Precision medicine, that is the opportunity to treat patients by striking the molecular basis of disease, needs implementations starting from genetic, that is the basis of cancer. For pancreatic cancer, as well as for different malignancies, a real step forward could be a new classification of disease based on the genetic features of mutated cells, rather than morphological features only. Great promises are awaited in this field to get a personalized-treatment suitable for use.
Section snippets
Ongoing research for adjuvant treatments
Three clinical trials have demonstrated so far an improved survival with the administration of adjuvant chemotherapy (namely, CONKO-001, ESPAC-3 and ESPAC-4) [16], [17], [18]. All patients undergone surgery are candidate to receive subsequent adjuvant treatment, irrespective of the pTNM stage. Chemotherapy should be started within two or three months after index operation, as soon as patients have adequately recovered after surgery. Due to the high morbidity rate of pancreatic resections,
Ongoing research for neaoadjuvant and induction treatment
The actual standard of care for borderline resectable and locally advanced unresectable pancreatic cancer is induction chemotherapy with or without radiation therapy. In the setting of locally advanced cancer the goal is to obtain a down-staging of disease in order to make surgical resection achievable. For the borderline resectable disease, to select patients who will not show early systemic progression and, finally, can benefit from surgery. Combination regimens as FOLFIRINOX and
Local ablative techniques
The large amount of patients diagnosed with localized pancreatic cancer shows a locally advanced unresectable disease and even after induction therapy only a few of them get a radical resection. For those who still remain not operable several palliative procedures have been identified to achieve local tumor control and relief of symptoms. Those techniques are currently available in tertiary centers, although shared indications and guidelines are lacking. The choice to make use of such
Immunotherapy
In the era of precision medicine pancreatic cancer is still a challenge. Despite significant advances in understanding tumor biology and developing novel therapies, survival remains discouraging. Immunotherapy represents one of the newest option.
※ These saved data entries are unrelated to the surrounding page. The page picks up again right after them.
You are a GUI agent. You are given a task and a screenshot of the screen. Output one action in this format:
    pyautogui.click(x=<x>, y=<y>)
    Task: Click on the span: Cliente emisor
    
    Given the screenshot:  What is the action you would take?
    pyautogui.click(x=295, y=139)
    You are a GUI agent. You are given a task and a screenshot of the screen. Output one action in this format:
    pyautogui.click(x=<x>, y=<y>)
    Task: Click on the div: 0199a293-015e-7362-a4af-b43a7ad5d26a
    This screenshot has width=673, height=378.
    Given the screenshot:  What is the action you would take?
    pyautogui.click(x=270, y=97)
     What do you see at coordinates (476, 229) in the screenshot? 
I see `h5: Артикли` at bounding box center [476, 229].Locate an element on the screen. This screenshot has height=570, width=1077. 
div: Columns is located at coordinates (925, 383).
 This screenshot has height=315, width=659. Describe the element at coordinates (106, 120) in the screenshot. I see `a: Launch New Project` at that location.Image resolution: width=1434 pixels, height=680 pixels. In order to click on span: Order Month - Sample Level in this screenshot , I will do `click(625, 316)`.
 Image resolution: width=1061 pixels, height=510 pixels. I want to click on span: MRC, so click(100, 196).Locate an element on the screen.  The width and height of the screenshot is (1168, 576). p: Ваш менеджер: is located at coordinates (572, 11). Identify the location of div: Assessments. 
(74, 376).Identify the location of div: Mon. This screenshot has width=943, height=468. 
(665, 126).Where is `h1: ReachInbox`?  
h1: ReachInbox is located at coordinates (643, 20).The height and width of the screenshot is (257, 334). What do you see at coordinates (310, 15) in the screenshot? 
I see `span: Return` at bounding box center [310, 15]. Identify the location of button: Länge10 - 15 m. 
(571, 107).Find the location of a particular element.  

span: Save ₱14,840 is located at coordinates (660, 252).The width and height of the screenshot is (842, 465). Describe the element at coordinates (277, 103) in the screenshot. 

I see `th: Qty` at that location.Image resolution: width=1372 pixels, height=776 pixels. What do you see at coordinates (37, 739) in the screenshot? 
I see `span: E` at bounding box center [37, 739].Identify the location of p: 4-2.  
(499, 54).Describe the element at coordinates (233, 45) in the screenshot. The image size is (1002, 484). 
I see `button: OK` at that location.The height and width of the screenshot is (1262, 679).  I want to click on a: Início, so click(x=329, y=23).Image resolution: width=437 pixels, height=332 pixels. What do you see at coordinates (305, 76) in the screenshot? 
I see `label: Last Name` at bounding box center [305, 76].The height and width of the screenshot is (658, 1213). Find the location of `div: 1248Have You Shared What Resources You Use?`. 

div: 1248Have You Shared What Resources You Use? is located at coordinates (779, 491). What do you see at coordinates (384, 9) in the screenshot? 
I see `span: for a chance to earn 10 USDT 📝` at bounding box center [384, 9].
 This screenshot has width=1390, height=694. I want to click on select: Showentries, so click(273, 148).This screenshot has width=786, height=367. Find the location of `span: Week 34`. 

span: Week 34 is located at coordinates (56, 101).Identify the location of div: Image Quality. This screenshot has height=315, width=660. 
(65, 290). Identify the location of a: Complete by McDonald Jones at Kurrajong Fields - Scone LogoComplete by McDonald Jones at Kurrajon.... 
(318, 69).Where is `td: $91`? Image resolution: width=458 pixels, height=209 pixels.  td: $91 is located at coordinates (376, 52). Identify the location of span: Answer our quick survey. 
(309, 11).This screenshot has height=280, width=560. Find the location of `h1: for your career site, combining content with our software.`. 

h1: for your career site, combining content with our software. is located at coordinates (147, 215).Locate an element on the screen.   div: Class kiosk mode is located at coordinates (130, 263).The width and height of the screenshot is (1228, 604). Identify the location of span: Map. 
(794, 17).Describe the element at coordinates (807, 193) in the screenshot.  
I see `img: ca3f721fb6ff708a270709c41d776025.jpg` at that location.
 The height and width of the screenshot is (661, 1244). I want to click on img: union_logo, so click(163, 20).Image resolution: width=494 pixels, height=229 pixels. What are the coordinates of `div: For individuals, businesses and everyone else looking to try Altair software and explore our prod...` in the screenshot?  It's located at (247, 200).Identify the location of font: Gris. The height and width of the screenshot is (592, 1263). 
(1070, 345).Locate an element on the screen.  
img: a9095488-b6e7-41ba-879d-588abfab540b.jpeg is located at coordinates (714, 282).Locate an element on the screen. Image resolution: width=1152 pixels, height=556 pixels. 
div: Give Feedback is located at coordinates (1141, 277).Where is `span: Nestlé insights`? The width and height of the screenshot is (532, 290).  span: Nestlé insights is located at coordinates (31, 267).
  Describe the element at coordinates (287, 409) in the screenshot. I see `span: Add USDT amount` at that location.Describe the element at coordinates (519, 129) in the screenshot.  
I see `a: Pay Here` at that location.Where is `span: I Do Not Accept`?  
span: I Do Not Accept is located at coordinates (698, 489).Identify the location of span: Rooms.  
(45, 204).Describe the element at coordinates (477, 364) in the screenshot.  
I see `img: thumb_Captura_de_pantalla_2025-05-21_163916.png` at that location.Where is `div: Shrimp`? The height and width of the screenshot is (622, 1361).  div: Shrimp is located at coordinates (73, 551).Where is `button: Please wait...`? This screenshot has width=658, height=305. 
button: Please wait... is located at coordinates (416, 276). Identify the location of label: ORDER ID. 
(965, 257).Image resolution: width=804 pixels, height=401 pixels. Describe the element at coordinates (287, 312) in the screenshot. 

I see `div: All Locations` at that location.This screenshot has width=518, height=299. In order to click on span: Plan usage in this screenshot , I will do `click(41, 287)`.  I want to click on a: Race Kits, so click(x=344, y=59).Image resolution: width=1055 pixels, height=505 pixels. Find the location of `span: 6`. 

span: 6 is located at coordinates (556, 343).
Its function is to kill cancer cells augmenting the immune system through antibodies and T cell, that are able to differentiate between cancer and normal cells [39]. It has demonstrated clinical benefits in a number of malignancies [40], but not in
Molecular profiling of pancreatic cancer and implication for therapy
Pancreatic cancer is a genetic disease: its complexity and unpredictability show how it is a completely different disease in every single patient. New knowledge are emerging from genome sequencing and they could identify different subgroups of pancreatic cancers based not on histology, but on somatic and germline mutations.
A variety of different mutations and mutational signatures have been identified; the driver mutation in around 93% of pancreatic cancer cases is KRAS, with other recorded
Conclusions
This chapter focused on the most promising treatment options for pancreatic cancer in the field of chemo- and radio-therapy, local ablative therapies and targeted therapy. Some aspects of tumor biology and precision medicine were detailed too. While some of the therapeutic strategies reported are nowadays available for use in dedicated centers, some others are still under preclinical investigation. Both of them deserve attention by general practitioners and specialists other than
Disclosure of interest
the authors declare that they have no competing interest.